U.S President Donald Trump’s border wall prototypes stand near the U.S.-Mexico border on July 16, 2018 in San Diego, California. (Mario Tama/Getty Images)

A US border patrol quad is seen next to US President Donald Trump’s border wall prototypes from Tijuana, northwestern Mexico, on April 3, 2018. (GUILLERMO ARIAS/AFP/Getty Images)

Currently, the Trump administration is asking the Republican-controlled Congress for a fifth of border wall funding that Waldman says is necessary to ensure the U.S. is not a “less secure nation” with “more criminals” and “more drugs.”

Democrats say they are only willing to sign off on $1.6 billion in funding with the promise that the money goes towards “border security” measures and not a physical barrier to be constructed.

“We’re building wall right now,” Waldman said. “By the end of Fiscal [Year] 2019, we’ll have built over 120 miles of new wall.
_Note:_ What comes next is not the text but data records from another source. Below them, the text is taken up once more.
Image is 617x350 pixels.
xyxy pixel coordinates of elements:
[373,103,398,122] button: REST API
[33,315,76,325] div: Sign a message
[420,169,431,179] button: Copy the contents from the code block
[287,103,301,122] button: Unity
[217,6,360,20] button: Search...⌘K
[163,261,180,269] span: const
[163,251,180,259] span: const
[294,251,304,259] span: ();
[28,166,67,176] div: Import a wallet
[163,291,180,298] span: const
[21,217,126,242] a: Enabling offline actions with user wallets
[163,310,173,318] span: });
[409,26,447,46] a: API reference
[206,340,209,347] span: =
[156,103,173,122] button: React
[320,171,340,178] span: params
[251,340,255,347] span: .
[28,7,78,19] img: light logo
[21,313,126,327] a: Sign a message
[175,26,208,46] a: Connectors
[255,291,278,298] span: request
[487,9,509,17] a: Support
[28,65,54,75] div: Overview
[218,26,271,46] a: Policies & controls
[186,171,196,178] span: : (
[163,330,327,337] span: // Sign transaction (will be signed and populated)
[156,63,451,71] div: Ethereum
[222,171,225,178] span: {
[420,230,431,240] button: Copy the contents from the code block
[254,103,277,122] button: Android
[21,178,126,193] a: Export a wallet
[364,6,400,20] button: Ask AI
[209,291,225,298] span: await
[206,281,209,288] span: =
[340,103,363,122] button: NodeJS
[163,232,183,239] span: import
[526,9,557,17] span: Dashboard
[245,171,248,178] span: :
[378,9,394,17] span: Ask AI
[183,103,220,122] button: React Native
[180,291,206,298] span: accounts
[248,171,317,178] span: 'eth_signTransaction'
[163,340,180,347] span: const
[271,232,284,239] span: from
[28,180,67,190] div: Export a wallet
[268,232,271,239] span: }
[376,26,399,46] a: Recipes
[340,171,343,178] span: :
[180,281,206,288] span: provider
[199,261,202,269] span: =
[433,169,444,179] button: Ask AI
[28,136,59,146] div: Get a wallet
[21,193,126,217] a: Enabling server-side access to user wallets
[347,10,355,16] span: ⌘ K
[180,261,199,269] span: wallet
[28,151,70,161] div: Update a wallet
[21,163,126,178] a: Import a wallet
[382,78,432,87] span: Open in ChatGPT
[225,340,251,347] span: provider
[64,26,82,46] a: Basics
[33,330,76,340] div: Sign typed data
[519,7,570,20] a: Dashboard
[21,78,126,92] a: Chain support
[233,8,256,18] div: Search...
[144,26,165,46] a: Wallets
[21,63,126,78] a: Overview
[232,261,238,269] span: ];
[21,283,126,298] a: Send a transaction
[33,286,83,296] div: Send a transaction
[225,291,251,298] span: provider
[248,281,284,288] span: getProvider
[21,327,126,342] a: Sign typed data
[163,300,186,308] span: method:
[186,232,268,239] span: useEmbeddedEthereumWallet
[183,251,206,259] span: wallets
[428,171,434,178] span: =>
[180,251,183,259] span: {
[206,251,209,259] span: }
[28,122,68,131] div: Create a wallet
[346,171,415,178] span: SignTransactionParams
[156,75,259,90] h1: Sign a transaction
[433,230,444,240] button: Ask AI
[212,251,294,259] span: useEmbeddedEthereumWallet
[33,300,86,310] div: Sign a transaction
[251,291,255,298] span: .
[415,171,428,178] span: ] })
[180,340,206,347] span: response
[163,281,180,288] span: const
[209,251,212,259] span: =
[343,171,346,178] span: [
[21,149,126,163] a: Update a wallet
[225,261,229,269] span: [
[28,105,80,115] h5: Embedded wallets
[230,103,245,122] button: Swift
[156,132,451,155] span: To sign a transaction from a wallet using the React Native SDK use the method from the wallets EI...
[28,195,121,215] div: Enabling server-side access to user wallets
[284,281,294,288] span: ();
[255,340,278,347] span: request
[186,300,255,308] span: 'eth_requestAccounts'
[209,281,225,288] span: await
That’s a start. We have 2,000 miles. If we get the funds of $5 billion that the president has asked for, we’ll construct 330 miles of wall.”

“That’s what Congress is deciding right now,” Waldman said. “Do you want a secure nation and do Americans want to know who is coming into their country and who has a right to be here or do we not? I believe in this last election, Americans demanded a secure border, that’s what the president is trying to deliver to them and I hope Congress does the same.”

“We need a wall,” Waldman said. “We need to ensure that we don’t have unchecked mass migration at our borders.”

Breitbart News Tonight broadcasts live on SiriusXM Patriot Channel 125 from 9:00 p.m. to Midnight Eastern (6-9:00 p.m. Pacific). 

John Binder is a reporter for Breitbart News. Follow him on Twitter at @JxhnBinder

COMMENTS

Please let us know if you're having issues with commenting.